At the Kranzberg Theatre through May 18
Two unbounded and wildly energized imaginations exploded on the Kranzberg stage last night in a play called Spirits to Enforce. The Midnight Company’s latest production brings together the gifts of playwright Mickle Maher (of Chicago’s Theater Oobleck) and director Lucy Cashion (of St. Louis University).
This is very much a “When Worlds Collide” sort of evening. Now, we’re all familiar with the concept of co-existent multiple universes. Physicists have found hints of them in the mathematical bowels of quantum physics. But such universes are unaware of one another.
Maher’s play concerns three conceptual worlds:
In this play these worlds come hurtling towards one another—and “POW!”, “BOOM!”, “KABLAM!”! The result is a veritable hail-storm of verbal shrapnel, with shreds and shards of Shakespeare, frenzied fund-raising fragments, and a sprightly sprinkle of super-powers. It’s a shimmering kaleidoscope (or better, “collide-o-scope”) of overlapping dialogues.
Prospero, after Act Five, has returned to Milan. The spirits whom he had used to enforce his rule on his island, have accompanied him to “Fathom Town”. Of course they have super-powers. (Just look what Ariel could do!) They are now the Fathom Town Enforcers, with names like “The Untangler”, “The Memory Lass”, “The Intoxicator”, etc. Their super-powers are vaguely related to their character’s function in The Tempest. They have recently triumphed over the evil Professor Cannibal. But now we see them in a “boiler-room”—a call-center where they’re manning phones in a fund-raising/ticket-sales effort for their production of Shakespeare’s play.
Maher puts them in a submarine (!?), which is hardly indicated in this production. And one minor character keeps lamenting that “his gondola is not a popular gondola”. Milan is a solidly land-locked city. Why “Fathom Town”? Why gondolas? Are we somehow in watery Venice?
Well, never mind that. There is a very long table, facing the audience. The table is loaded with telephones, papers and notes, drinks, personal junk. On the wall behind are various graffiti, abstruse equations. Eleven of the cast are seated at the table making calls. The twelfth member, musician Joey Taylor, sits in an upstage corner. As well as keyboard he also plays the role of the gondolier. His super-hero name is “The Snow Heavy Branch”. (Go figger: it’s haiku.)
Throughout most of the evening the stage full of characters are all talking at once. We, the audience, are assaulted with this wave of talk. How to take it all in? Characters rise onto the table, crawl under it, pace around the room, get tangled in the miles of phone cords—and talk, talk, talk! Once or twice there is a moment of – oh, blessed silence! Then, perhaps, Miranda and Ferdinand have a brief duolog. Ahhh!

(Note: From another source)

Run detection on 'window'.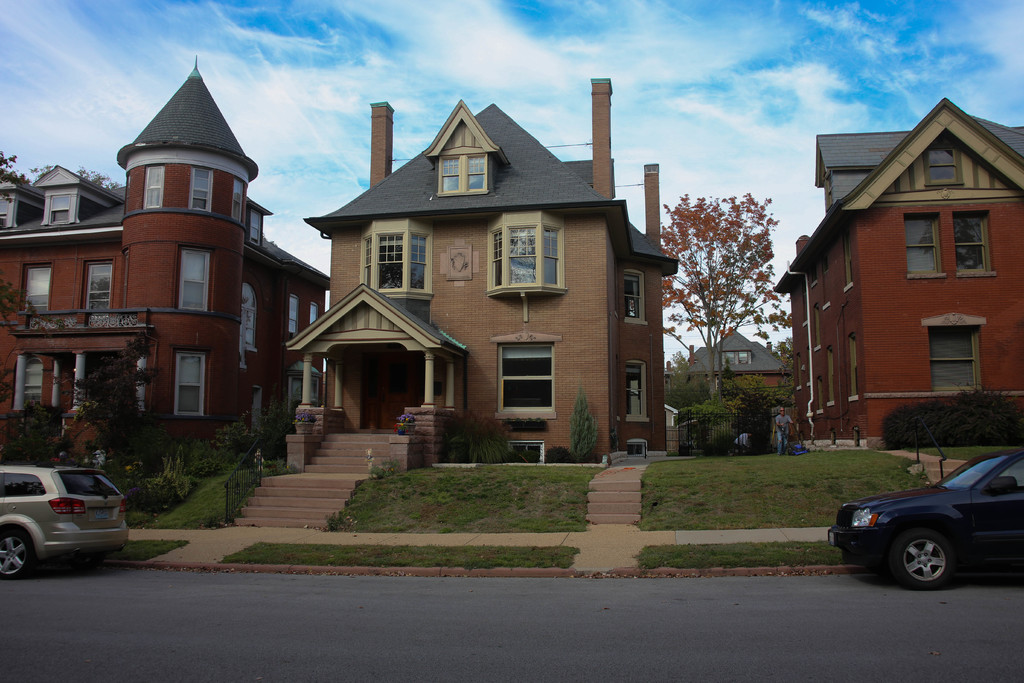
Result: l=922, t=147, r=964, b=187.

But the barrage resumes. Sometimes it’s like a handful of the most impenetrable passages of James Joyce’s stream-of-consciousness—overlaid onto each other. It’s brilliant, it’s fascinating, but it’s difficult to detect any story line at all. How in the world did the actors learn such random-seeming lines? How do they hear their cues in all that cross-talk? Cues? What cues? Almost nothing leads logically to anything else. But there is a universal deep commitment on the part of the actors, and there is that amazing precise discipline and coordination which is a Lucy Cashion hallmark.
The cast consists of Miranda Jagels Felix, Rachel Tibbets, Joe Hanrahan, Celeste Gardner, Alicen Moser, Cassidy Flynn, Kayla Bush, Will Bonfiglio, Spencer Lawton, Russ Rubright, Ash Arora, and the above-mentioned Mr. Taylor. It’s an intensely “ensemble” piece, but let me praise a few who did especially fine work: Will Bonfiglio (Ariel) brings a sweet innocence to the role. Alicen Moser makes a forceful and assertive Prospero. Ross Rubright (Antonio) simply commands our attention at every word. Joe Hanrahan’s strong suit is story-telling; yet here, as just an ensemble member, he gives us a fine, crabby Caliban.
Costumes are by Liz Henning and Eric Widner, Lighting by Jayson Lawshee, and music by Joey Taylor.
Mickle Maher’s Spirits to Enforce will leave you exhausted and confused—but there were squeals and shrieks of laughter from the audience. It is indeed “experimental theater”. It continues at the Kranzberg through May 18.